It was only after watching Nomadland that I discovered it had won Best Picture Drama at this year's Golden Globes. That surprised me in a way, because of the nature of the film. It almost could have been something a very talented vlogger put up on Vimeo On Demand as a deep dive into their travel adventures.

But it absolutely deserved the accolades, because Nomadland is very, very good. It is an outstanding character study, a moving tribute to love and loss, and a respectful look at an alternative lifestyle that's part-tragedy, part-refuge.

The tragedy of it is some of the van & RV dwellers seem to be the generation that American Capitalism forgot. After decades of pouring their lives out into work and family, their country gave back to them jack squat. And so whether they left behind house and home willingly or out of sheer necessity (in the case of the protagonist), they hit the road, and found a new way of life and community which provides a different, broader perspective on what matters in life. In that sense, a journey which might have started from a place of brokenness ends up in a place of healing and wonder.

I was moved to tears at multiple points throughout the film, yet it never felt forced or manipulative. It was because this movie uniquely captures the very human tension between the deep-seated desire to belong and the need for radical independence and freedom. Becoming a nomad can seem to be giving way to the rash impulse to "leave it all behind" — and yet #VanLife is its own kind of belonging, too…its own lens through which you view relationship, growth, and meaning.
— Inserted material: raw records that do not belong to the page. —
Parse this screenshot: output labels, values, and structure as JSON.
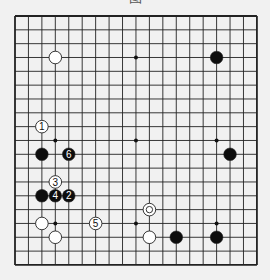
{
  "caption": "图",
  "board": {
    "size": 19,
    "origin_x": 15,
    "origin_y": 16,
    "step_x": 13.44,
    "step_y": 13.83,
    "line_color": "#222222",
    "background": "#f1f1f1",
    "star_points": [
      [
        3,
        3
      ],
      [
        9,
        3
      ],
      [
        15,
        3
      ],
      [
        3,
        9
      ],
      [
        9,
        9
      ],
      [
        15,
        9
      ],
      [
        3,
        15
      ],
      [
        9,
        15
      ],
      [
        15,
        15
      ]
    ]
  },
  "stones": [
    {
      "color": "white",
      "col": 3,
      "row": 3,
      "label": ""
    },
    {
      "color": "black",
      "col": 15,
      "row": 3,
      "label": ""
    },
    {
      "color": "white",
      "col": 2,
      "row": 8,
      "label": "1"
    },
    {
      "color": "black",
      "col": 2,
      "row": 10,
      "label": ""
    },
    {
      "color": "black",
      "col": 4,
      "row": 10,
      "label": "6"
    },
    {
      "color": "black",
      "col": 16,
      "row": 10,
      "label": ""
    },
    {
      "color": "white",
      "col": 3,
      "row": 12,
      "label": "3"
    },
    {
      "color": "black",
      "col": 2,
      "row": 13,
      "label": ""
    },
    {
      "color": "black",
      "col": 3,
      "row": 13,
      "label": "4"
    },
    {
      "color": "black",
      "col": 4,
      "row": 13,
      "label": "2"
    },
    {
      "color": "white",
      "col": 10,
      "row": 14,
      "label": "",
      "marker": "circle"
    },
    {
      "color": "white",
      "col": 2,
      "row": 15,
      "label": ""
    },
    {
      "color": "white",
      "col": 6,
      "row": 15,
      "label": "5"
    },
    {
      "color": "white",
      "col": 3,
      "row": 16,
      "label": ""
    },
    {
      "color": "white",
      "col": 10,
      "row": 16,
      "label": ""
    },
    {
      "color": "black",
      "col": 12,
      "row": 16,
      "label": ""
    },
    {
      "color": "black",
      "col": 15,
      "row": 16,
      "label": ""
    }
  ]
}
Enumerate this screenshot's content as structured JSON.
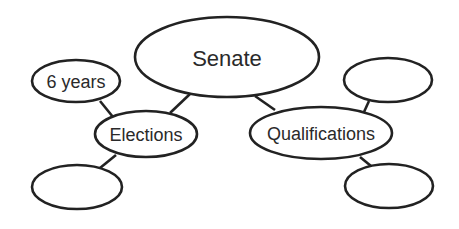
{
  "diagram": {
    "type": "concept-web",
    "colors": {
      "stroke": "#222222",
      "text": "#2a2a2a",
      "background": "#ffffff"
    },
    "nodes": [
      {
        "id": "senate",
        "label": "Senate",
        "cx": 227,
        "cy": 57,
        "rx": 92,
        "ry": 40,
        "font_size": 22
      },
      {
        "id": "elections",
        "label": "Elections",
        "cx": 146,
        "cy": 134,
        "rx": 51,
        "ry": 23,
        "font_size": 18
      },
      {
        "id": "qualifications",
        "label": "Qualifications",
        "cx": 321,
        "cy": 133,
        "rx": 71,
        "ry": 26,
        "font_size": 18
      },
      {
        "id": "six-years",
        "label": "6 years",
        "cx": 76,
        "cy": 81,
        "rx": 44,
        "ry": 21,
        "font_size": 18
      },
      {
        "id": "elections-blank",
        "label": "",
        "cx": 77,
        "cy": 187,
        "rx": 45,
        "ry": 22,
        "font_size": 18
      },
      {
        "id": "qualifications-blank-top",
        "label": "",
        "cx": 388,
        "cy": 80,
        "rx": 44,
        "ry": 22,
        "font_size": 18
      },
      {
        "id": "qualifications-blank-bottom",
        "label": "",
        "cx": 389,
        "cy": 186,
        "rx": 44,
        "ry": 22,
        "font_size": 18
      }
    ],
    "edges": [
      {
        "from": "senate",
        "to": "elections",
        "x1": 190,
        "y1": 94,
        "x2": 170,
        "y2": 113
      },
      {
        "from": "senate",
        "to": "qualifications",
        "x1": 255,
        "y1": 96,
        "x2": 275,
        "y2": 110
      },
      {
        "from": "elections",
        "to": "six-years",
        "x1": 100,
        "y1": 101,
        "x2": 113,
        "y2": 117
      },
      {
        "from": "elections",
        "to": "elections-blank",
        "x1": 116,
        "y1": 155,
        "x2": 100,
        "y2": 168
      },
      {
        "from": "qualifications",
        "to": "qualifications-blank-top",
        "x1": 364,
        "y1": 112,
        "x2": 369,
        "y2": 101
      },
      {
        "from": "qualifications",
        "to": "qualifications-blank-bottom",
        "x1": 360,
        "y1": 157,
        "x2": 371,
        "y2": 166
      }
    ]
  }
}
Nomadland comes at a time of my life when—while I'm only half the age of the majority of characters in the movie—I am in the throes of such a struggle. I look at both unattached millennials on YouTube and older empty-nesters exchanging a traditional life of familiar comfort for wide-open spaces and far-flung experiences, and I question my own life choices. But such an angst is healthy. We're never truly happy when we're happy. We're only happy when we escape from the abyss and live to fight another day.